Recent studies try to build task-oriented dialogue systems in an end-to-end manner and the existing works make great progress on this task. However, there is still an issue need to be further considered, i.e., how to effectively represent the knowledge bases and incorporate that into dialogue systems. To solve this issue, we design a novel Transformer-based Context-aware Memory Generator to model the entities in knowledge bases, which can produce entity representations with perceiving all the relevant entities and dialogue history. Furthermore, we propose Context-aware Memory Enhanced Transformer (CMET), which can effectively aggregate information from the dialogue history and knowledge bases to generate more accurate responses. Through extensive experiments, our method can achieve superior performance over the state-of-the-art methods.

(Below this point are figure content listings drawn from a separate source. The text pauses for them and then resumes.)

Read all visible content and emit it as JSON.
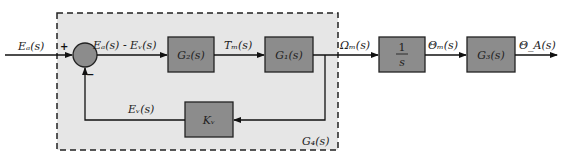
{
  "diagram": {
    "type": "control-block-diagram",
    "colors": {
      "block_fill": "#8c8c8c",
      "subsystem_fill": "#e6e6e6",
      "line": "#111111",
      "junction_fill": "#8c8c8c"
    },
    "subsystem": {
      "label": "G_4(s)",
      "display": "G₄(s)"
    },
    "summing_junction": {
      "plus": "+",
      "minus": "−"
    },
    "blocks": [
      {
        "id": "G2",
        "label": "G₂(s)"
      },
      {
        "id": "G1",
        "label": "G₁(s)"
      },
      {
        "id": "Kv",
        "label": "Kᵥ"
      },
      {
        "id": "integrator",
        "numerator": "1",
        "denominator": "s"
      },
      {
        "id": "G3",
        "label": "G₃(s)"
      }
    ],
    "signals": {
      "input": "Eₐ(s)",
      "error": "Eₐ(s) - Eᵥ(s)",
      "torque": "Tₘ(s)",
      "speed": "Ωₘ(s)",
      "motor_angle": "Θₘ(s)",
      "output": "Θ_A(s)",
      "feedback": "Eᵥ(s)"
    }
  }
}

Aspect-based sentiment analysis produces a list of aspect terms and their corresponding sentiments for a natural language sentence. This task is usually done in a pipeline manner, with aspect term extraction performed first, followed by sentiment predictions toward the extracted aspect terms. While easier to develop, such an approach does not fully exploit joint information from the two subtasks and does not use all available sources of training information that might be helpful, such as document-level labeled sentiment corpus. In this paper, we propose an interactive multi-task learning network (IMN) which is able to jointly learn multiple related tasks simultaneously at both the token level as well as the document level. Unlike conventional multi-task learning methods that rely on learning common features for the different tasks, IMN introduces a message passing architecture where information is iteratively passed to different tasks through a shared set of latent variables. Experimental results demonstrate superior performance of the proposed method against multiple baselines on three benchmark datasets.
We first propose a new task named Dialogue Description (Dial2Desc). Unlike other existing dialogue summarization tasks such as meeting summarization, we do not maintain the natural flow of a conversation but describe an object or an action of what people are talking about. The Dial2Desc system takes a dialogue text as input, then outputs a concise description of the object or the action involved in this conversation. After reading this short description, one can quickly extract the main topic of a conversation and build a clear picture in his mind, without reading or listening to the whole conversation. Based on the existing dialogue dataset, we build a new dataset, which has more than one hundred thousand dialogue-description pairs. As a step forward, we demonstrate that one can get more accurate and descriptive results using a new neural attentive model that exploits the interaction between utterances from different speakers, compared with other baselines.